Maybe one of the qualities of being a great coach is being [a jerk]. There are quite a few of them around.
Coach Landry was a master at maintaining discipline and creating an environment where ordinary people could achieve extra ordinary results.
What keeps you motivated? The challenge of putting all the elements of a team together and seeing how you do and what you become is the thing that I still enjoy. I also enjoy the associations and relationships with the players and other coaches - to be in the arena, so to speak. I still enjoy that. I'm also at the point, though, that if we're not doing well - it's tough enough as it is - that I'm not going to be hanging on just to be hanging on. Because it's not anything I need from an ego standpoint or anything else. I just thoroughly enjoy what I'm doing.
Returning to town in the stage-coach, which was filled with Mr. Gilman's guests, we stopped for a minute or two at Kentish Town. A woman asked the coachman, "Are you full inside?" Upon which Lamb put his head through the window and said, "I am quite full inside; that last piece of pudding at Mr. Gilman's did the business for me."
Call time out when you need help and ask the Coach for help. Don't wait. Do it when you need it.
When I analyse a position, I have a sparring partner who understands chess amazingly well. In a way I feel sorry for him, because of his work with me he cannot play as much chess as he wants. He more or less gave up his playing career.
I learnt an enormous amount, but there came a point where I found there was too much stress. It was no fun any more. Outside of the chessboard I avoid conflict, so I thought this wasn't worth it.
Furman astounded me with his chess depth, a depth which he revealed easily and naturally, as if all he were doing was establishing well-known truths.
Unless a player has an 'understanding chess' rating of at least 2400, the amount of significant knowledge that he can impart on others is limited.
I feel that it is no less interesting to be a trainer than to play oneself. I even take greater delight in the tournament successes of my lads than I do in my own.
I watched them carefully, as always, searching for a sign of mental weakness. But there was none. Every man was coping well with the hardship, each one of them locked into his task. But it is one thing to practice, and quite another to race. And the trouble is, you never know who, on the day, will find it within his soul to give more than he has ever given before. It takes a kind of madness to compete like that, because of the will power and the ego, and his loyalty. And while some men have it, others have yet to find it. And a coach can only use his best judgement as to who those men will be.
After hooking up the fuel line and pumping a little gasoline through the hose, I prepared for a workout on the 'coach's ergometer'.
It has been an honour to be the coach of the best player (Messi) I have ever seen and probably the best I will see.
The toughest job for a coach today is handling the press after a game.
Our coach was absolutely out of his head. He must have read Bear Bryant's book. We had 78 players out. The first day 35 quit. Twenty quit the second day. We ended with 17 players. It was depressing.
Michael, if you can't pass, you can't play. - Coach Dean Smith to Michael Jordan in his freshman year We're going to turn this team around 360 degrees.
My favorite, and I repeat it often while swimming is from a well known coach around here
Once we had become locked in on a schedule, he (Coach Denny Green) often created a disruption (artificial adversity) to that schedule just to see how guys would respond.
(Offensive Coach) Paul Hackett realized that Joe Montana knew more about the offense than he did, but when the meeting was over, Paul saw that Joe had taken three pages of notes. He documented exactly how Paul wanted to run the play, as well as all of the basics of it and its details. That's what a professional does.
Great coaches do not tell people what to think. They point people in the right direction to find the answers. This self-restraint is one of the most difficult challenges of leadership.
Coaches are basically schizophrenic. We are pessimistic to the press and among fellow coaches, but to our team, we are the eternal optimists.
I love my relationship with Coach Vermeil because it is one of the few genuine relationships that I have.
A coach is often responsible to an irresponsible public.
A coach is someone that sees beyond your limits and guides you to greatness!
I am who I am. In the end, I feel that what I'm accountable for is doing a good job as a football coach.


About this exercise
Once you know how many lines below hold "production", reply with that number and add nothing.

Data extracts
= = = = = = =
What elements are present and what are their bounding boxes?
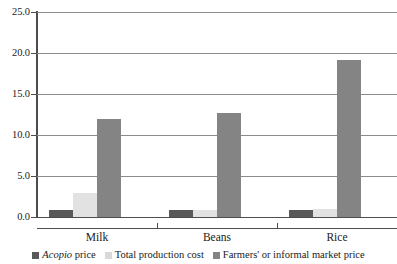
bar-beans-series-1 bbox=[193, 210, 217, 217]
legend-swatch-icon-1 bbox=[105, 252, 112, 259]
y-tick-mark-10.0 bbox=[31, 135, 36, 136]
y-axis-tick-labels: 0.05.010.015.020.025.0 bbox=[0, 0, 30, 264]
legend-item-2[interactable]: Farmers' or informal market price bbox=[213, 249, 365, 261]
x-axis-line bbox=[37, 228, 397, 229]
legend-label-1: Total production cost bbox=[115, 249, 204, 261]
bars-layer bbox=[37, 12, 397, 217]
bar-rice-series-2 bbox=[337, 60, 361, 217]
y-tick-mark-20.0 bbox=[31, 53, 36, 54]
chart-legend: Acopio priceTotal production costFarmers… bbox=[0, 248, 397, 262]
bar-group-beans bbox=[157, 12, 277, 217]
bar-beans-series-0 bbox=[169, 210, 193, 217]
y-tick-mark-5.0 bbox=[31, 176, 36, 177]
bar-rice-series-1 bbox=[313, 209, 337, 217]
legend-swatch-icon-0 bbox=[32, 252, 39, 259]
y-tick-label-15.0: 15.0 bbox=[0, 89, 30, 99]
y-tick-label-5.0: 5.0 bbox=[0, 171, 30, 181]
bar-group-rice bbox=[277, 12, 397, 217]
bar-milk-series-2 bbox=[97, 119, 121, 217]
legend-item-1[interactable]: Total production cost bbox=[105, 249, 204, 261]
x-tick-mark-1 bbox=[157, 223, 158, 228]
legend-item-0[interactable]: Acopio price bbox=[32, 249, 95, 261]
bar-group-milk bbox=[37, 12, 157, 217]
x-label-rice: Rice bbox=[277, 230, 397, 244]
y-tick-mark-25.0 bbox=[31, 12, 36, 13]
bar-beans-series-2 bbox=[217, 113, 241, 217]
y-tick-mark-15.0 bbox=[31, 94, 36, 95]
x-label-milk: Milk bbox=[37, 230, 157, 244]
legend-swatch-icon-2 bbox=[213, 252, 220, 259]
bar-rice-series-0 bbox=[289, 210, 313, 217]
bar-milk-series-1 bbox=[73, 193, 97, 217]
y-tick-label-0.0: 0.0 bbox=[0, 212, 30, 222]
x-tick-mark-2 bbox=[277, 223, 278, 228]
bar-milk-series-0 bbox=[49, 210, 73, 217]
chart-figure: 0.05.010.015.020.025.0 MilkBeansRice Aco… bbox=[0, 0, 397, 264]
legend-label-italic-0: Acopio bbox=[42, 249, 72, 260]
legend-label-2: Farmers' or informal market price bbox=[223, 249, 365, 261]
gridline-0.0 bbox=[37, 217, 397, 218]
y-tick-label-25.0: 25.0 bbox=[0, 7, 30, 17]
x-label-beans: Beans bbox=[157, 230, 277, 244]
y-tick-label-10.0: 10.0 bbox=[0, 130, 30, 140]
y-tick-label-20.0: 20.0 bbox=[0, 48, 30, 58]
y-tick-mark-0.0 bbox=[31, 217, 36, 218]
legend-label-0: Acopio price bbox=[42, 249, 95, 261]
= = = = = = =
Finished task
3